The IETF ACE working group happens to be the leading initiative in order to overcome this limitation:
A decentralised, peer-to-peer (P2P) system is a collection of applications run on several local computers, which connect remotely to each other to complete a function or a task. A decentralised peer to peer overlay network manages connections between human and Internet of Things peers. The participants in the network are the peer nodes. The peer to peer network is scalable and an unlimited number of nodes can participate in the network.

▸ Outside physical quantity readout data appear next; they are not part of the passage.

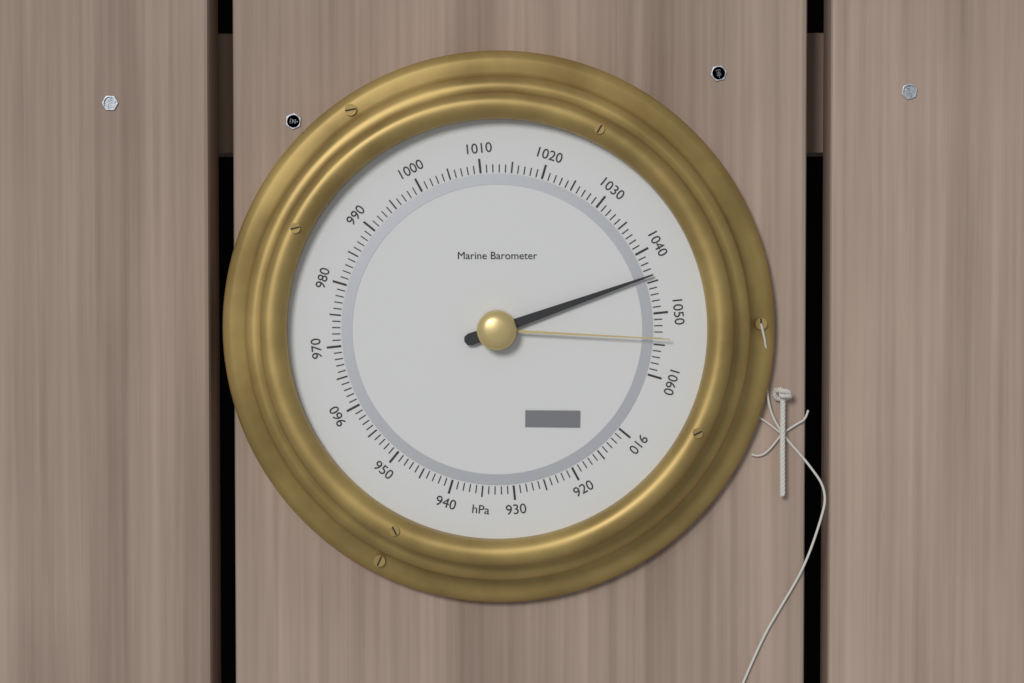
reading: 1044 hPa
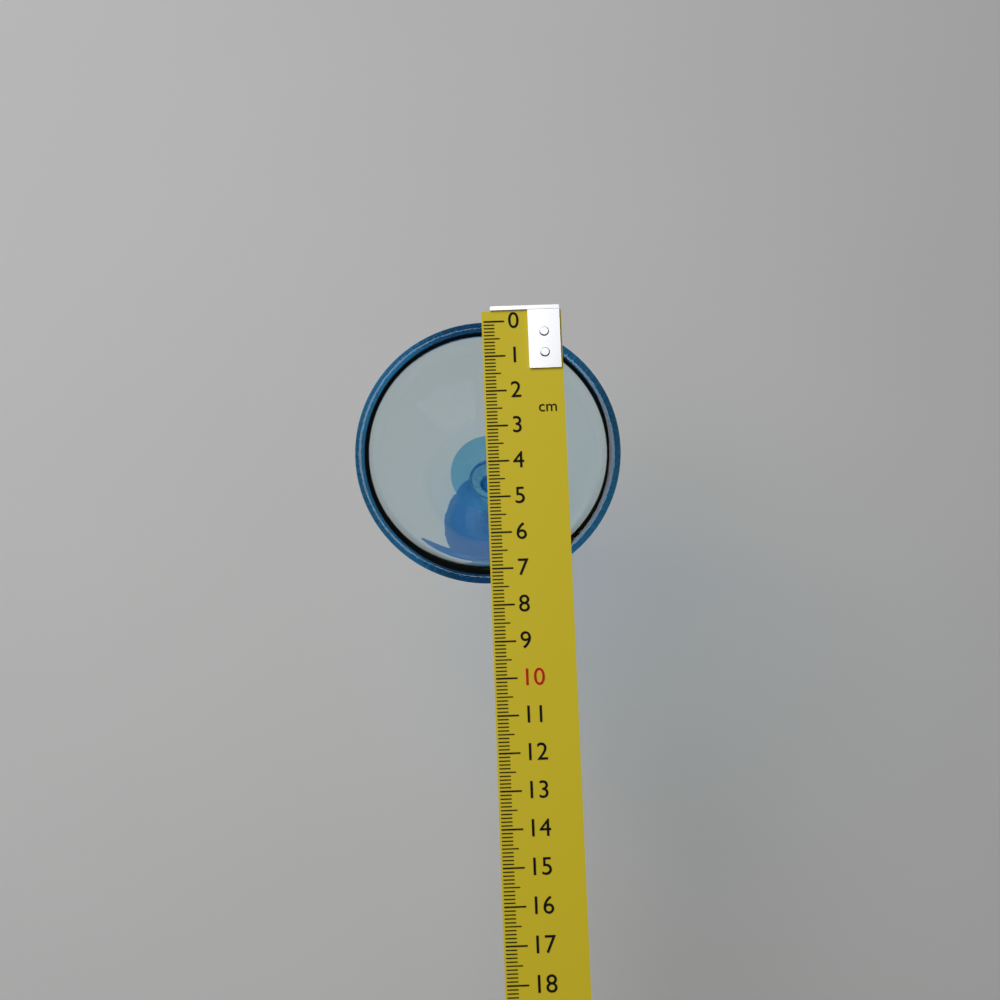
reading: 7.4 cm
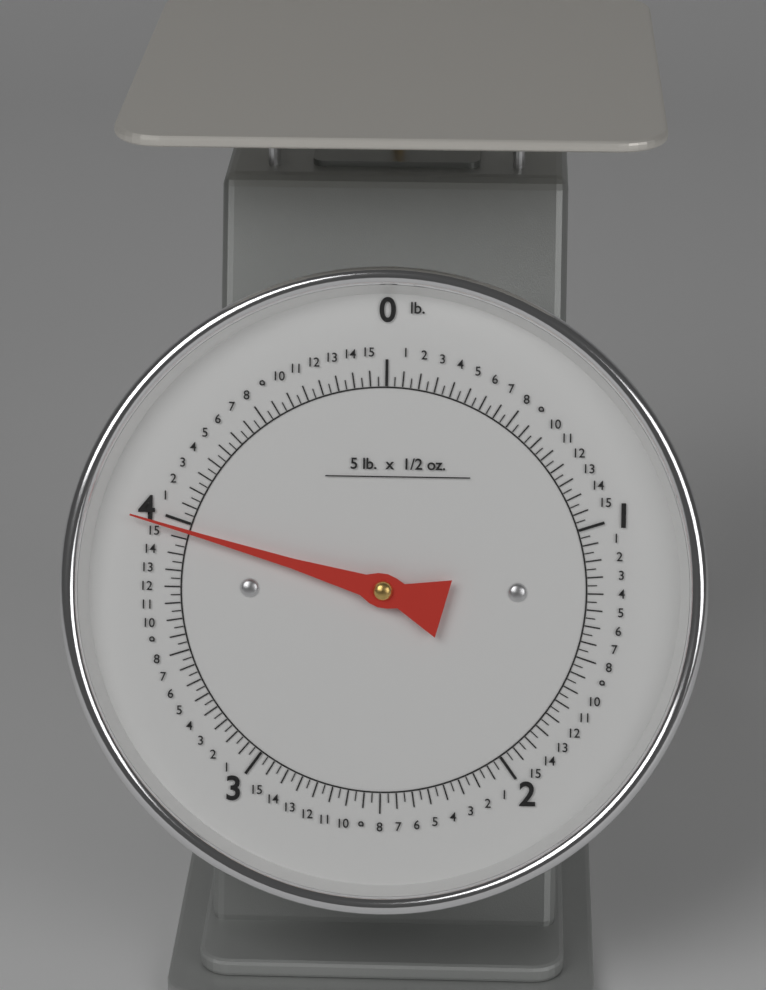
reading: 3.96875 lb
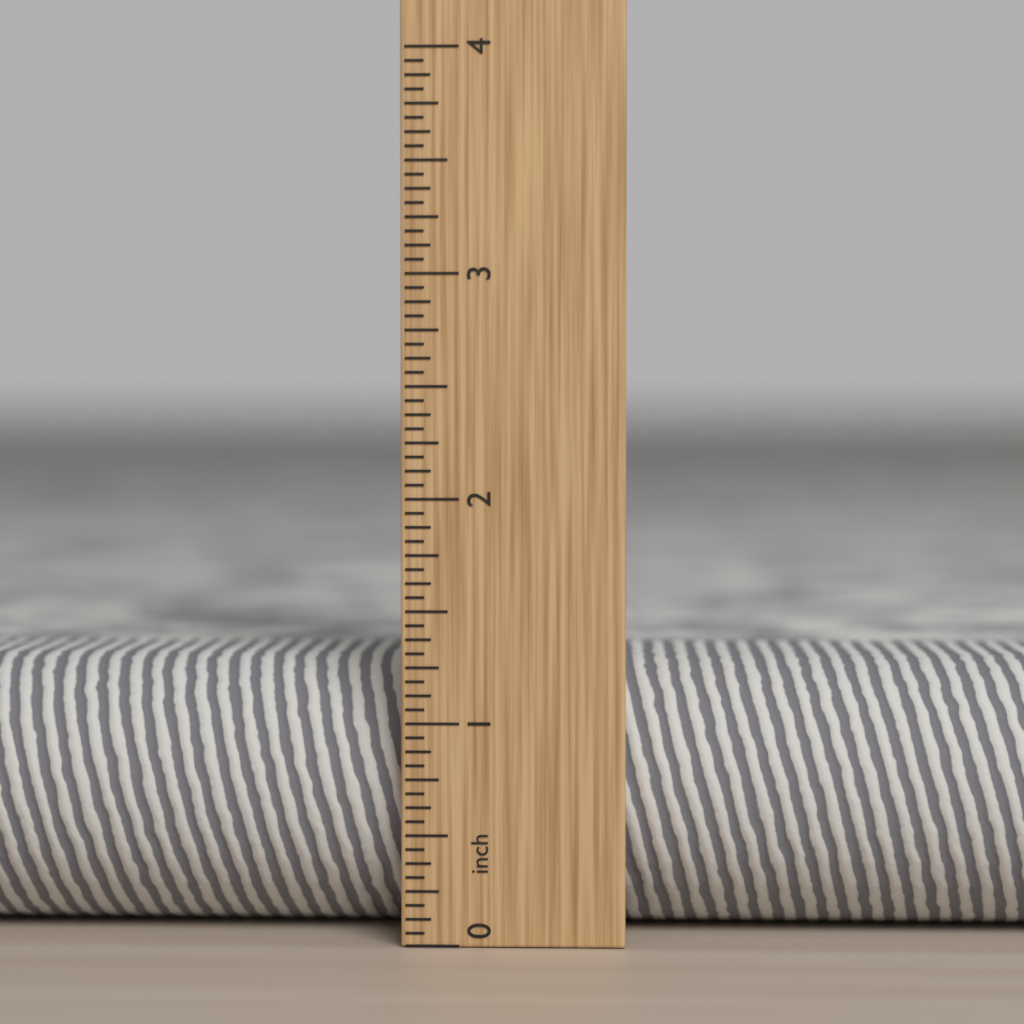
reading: 1.2500 in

Centralized corporate owned cloud is certainly an easier way to build out IoT platforms; however, the owners, application service providers, cloud service providers and authorities of these topologies have an influence upon the network and can exploit it. They can ban devices, spy on devices, and compromise the data integrity of the devices. In fact, the government can order the cloud service operators and centralised application providers to do all of these things.
In the near future, the doors, air condition units, and security system of homes will be fully internet connected. The users will be able to control their home automation system from a mobile phone device. It is essential that only the end user has full control over the IoT devices. Decentralised P2P Internet of Things aims to provide users with such exclusive and full control.